A larger source of frustration for Tatlow and other puzzled pundits is the
fact that they do not have a good narrative to comprehend the complexity
of contemporary Chinese culture and society.

They simply cannot, for the life of them, accept that there is a
mainstream Chinese literature, that this literature is diverse,
innovative, and energetic in its own way, and that it is a vital part of
contemporary Chinese culture.  They do not see Chinese society as a living
and complex system with many institutions, and, because they never accept
the legitimacy of the Chinese political order, they refuse to believe that
many cultural practices and institutions there serve functions
structurally symmetrical to their counterparts in a Western democracy.
They regard China still as an alien and ultimately threatening other, so
they eagerly seek and endorse any and all signs of what they like, and
dismiss what they do not like or understand as either outlandish or
draconian.  

In this particular case, they are quick to quote certain netizens’
spontaneous comments on Mo Yan as representing the public opinion in
China, but they have no interest in covering the measured responses in
mainstream media or from respected opinion makers.

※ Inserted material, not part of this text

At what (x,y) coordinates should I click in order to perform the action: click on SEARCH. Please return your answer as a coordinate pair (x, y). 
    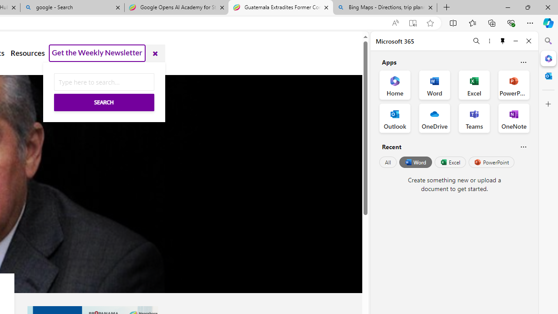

It is beyond Tatlow to ask what the latest award means for the Nobel prize
itself.  If we agree that such a prize is always a subjective and
contingent affair, instead of an absolute and universal standard, we
cannot but wonder about the Nobel committee’s decision finally to
recognize a prominent Chinese writer living and writing in China,
especially in light of previous Nobel prizes related to the topic of
Chinese literature or China at large.  It is a decision that can be
assessed from many perspectives.

Ultimately we realize this award is not so much an assessment of Mo Yan
and his literary achievements or, for that matter, of contemporary Chinese
literature, as it allows an assessment of the Nobel committee’s ability to
assess.

The final question Tatlow raises is as naïve as it is duplicitous.  Here
she seems to buy into the myth of a “lasting” or “eternal” literature
created in a vacuum.  Make no mistake about it.  When necessary, she will
turn around and embrace a literature presumably created under oppression
but expressing aspirations she wants to see embraced everywhere.

This is a familiar doublespeak.  When you do not like a writer’s politics
or political stance, you use the rhetoric of pure or eternal literature to
discount him/her; when you approve a writer’s politics, you praise him/her
for being brave and relevant to our time.  This doublespeak stems from the
blindness inherent in the liberalist vision that Tatlow wholeheartedly
subscribes to.  The world should be diverse and colorful, she reassures
us, but we should all be the same too, just like us.